Each record below is to be output with no change at all.
___ DATA PROVIDED
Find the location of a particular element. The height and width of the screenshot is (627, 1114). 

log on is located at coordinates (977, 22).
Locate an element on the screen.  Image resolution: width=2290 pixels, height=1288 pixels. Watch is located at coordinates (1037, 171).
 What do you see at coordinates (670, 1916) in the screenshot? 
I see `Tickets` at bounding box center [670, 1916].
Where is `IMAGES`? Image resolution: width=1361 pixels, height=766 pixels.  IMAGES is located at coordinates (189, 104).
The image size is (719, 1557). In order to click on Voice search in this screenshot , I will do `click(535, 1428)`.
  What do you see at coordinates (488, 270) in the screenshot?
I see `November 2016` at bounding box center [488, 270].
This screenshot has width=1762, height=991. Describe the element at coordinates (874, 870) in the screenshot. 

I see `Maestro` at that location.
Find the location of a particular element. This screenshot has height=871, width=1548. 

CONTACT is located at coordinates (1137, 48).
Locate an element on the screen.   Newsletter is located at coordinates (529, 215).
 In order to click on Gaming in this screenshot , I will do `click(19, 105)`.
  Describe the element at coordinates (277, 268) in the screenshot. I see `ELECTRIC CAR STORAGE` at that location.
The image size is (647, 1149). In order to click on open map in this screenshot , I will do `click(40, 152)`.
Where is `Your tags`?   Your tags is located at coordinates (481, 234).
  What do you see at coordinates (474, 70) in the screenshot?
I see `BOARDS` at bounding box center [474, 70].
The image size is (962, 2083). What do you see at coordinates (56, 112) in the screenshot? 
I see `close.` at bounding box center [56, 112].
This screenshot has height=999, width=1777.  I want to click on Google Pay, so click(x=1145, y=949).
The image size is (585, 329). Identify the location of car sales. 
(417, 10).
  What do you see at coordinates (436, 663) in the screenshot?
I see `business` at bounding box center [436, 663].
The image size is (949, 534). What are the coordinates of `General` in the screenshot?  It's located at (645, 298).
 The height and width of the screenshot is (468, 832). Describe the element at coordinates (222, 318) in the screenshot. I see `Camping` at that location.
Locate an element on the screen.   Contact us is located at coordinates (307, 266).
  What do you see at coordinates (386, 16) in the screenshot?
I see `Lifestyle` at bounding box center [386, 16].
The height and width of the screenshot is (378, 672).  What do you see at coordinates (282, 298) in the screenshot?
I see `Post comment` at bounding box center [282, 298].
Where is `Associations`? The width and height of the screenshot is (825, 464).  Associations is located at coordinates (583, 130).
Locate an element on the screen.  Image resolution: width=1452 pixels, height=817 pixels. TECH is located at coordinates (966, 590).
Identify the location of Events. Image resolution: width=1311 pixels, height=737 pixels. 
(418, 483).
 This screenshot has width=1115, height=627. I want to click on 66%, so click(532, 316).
______
**RESPONSE AREA**
Find the location of a particular element. The height and width of the screenshot is (627, 1114). 

log on is located at coordinates (977, 22).
Locate an element on the screen.  Image resolution: width=2290 pixels, height=1288 pixels. Watch is located at coordinates (1037, 171).
 What do you see at coordinates (670, 1916) in the screenshot? 
I see `Tickets` at bounding box center [670, 1916].
Where is `IMAGES`? Image resolution: width=1361 pixels, height=766 pixels.  IMAGES is located at coordinates (189, 104).
The image size is (719, 1557). In order to click on Voice search in this screenshot , I will do `click(535, 1428)`.
  What do you see at coordinates (488, 270) in the screenshot?
I see `November 2016` at bounding box center [488, 270].
This screenshot has width=1762, height=991. Describe the element at coordinates (874, 870) in the screenshot. 

I see `Maestro` at that location.
Find the location of a particular element. This screenshot has height=871, width=1548. 

CONTACT is located at coordinates (1137, 48).
Locate an element on the screen.   Newsletter is located at coordinates (529, 215).
 In order to click on Gaming in this screenshot , I will do `click(19, 105)`.
  Describe the element at coordinates (277, 268) in the screenshot. I see `ELECTRIC CAR STORAGE` at that location.
The image size is (647, 1149). In order to click on open map in this screenshot , I will do `click(40, 152)`.
Where is `Your tags`?   Your tags is located at coordinates (481, 234).
  What do you see at coordinates (474, 70) in the screenshot?
I see `BOARDS` at bounding box center [474, 70].
The image size is (962, 2083). What do you see at coordinates (56, 112) in the screenshot? 
I see `close.` at bounding box center [56, 112].
This screenshot has height=999, width=1777.  I want to click on Google Pay, so click(x=1145, y=949).
The image size is (585, 329). Identify the location of car sales. 
(417, 10).
  What do you see at coordinates (436, 663) in the screenshot?
I see `business` at bounding box center [436, 663].
The image size is (949, 534). What are the coordinates of `General` in the screenshot?  It's located at (645, 298).
 The height and width of the screenshot is (468, 832). Describe the element at coordinates (222, 318) in the screenshot. I see `Camping` at that location.
Locate an element on the screen.   Contact us is located at coordinates (307, 266).
  What do you see at coordinates (386, 16) in the screenshot?
I see `Lifestyle` at bounding box center [386, 16].
The height and width of the screenshot is (378, 672).  What do you see at coordinates (282, 298) in the screenshot?
I see `Post comment` at bounding box center [282, 298].
Where is `Associations`? The width and height of the screenshot is (825, 464).  Associations is located at coordinates (583, 130).
Locate an element on the screen.  Image resolution: width=1452 pixels, height=817 pixels. TECH is located at coordinates (966, 590).
Identify the location of Events. Image resolution: width=1311 pixels, height=737 pixels. 
(418, 483).
 This screenshot has width=1115, height=627. I want to click on 66%, so click(532, 316).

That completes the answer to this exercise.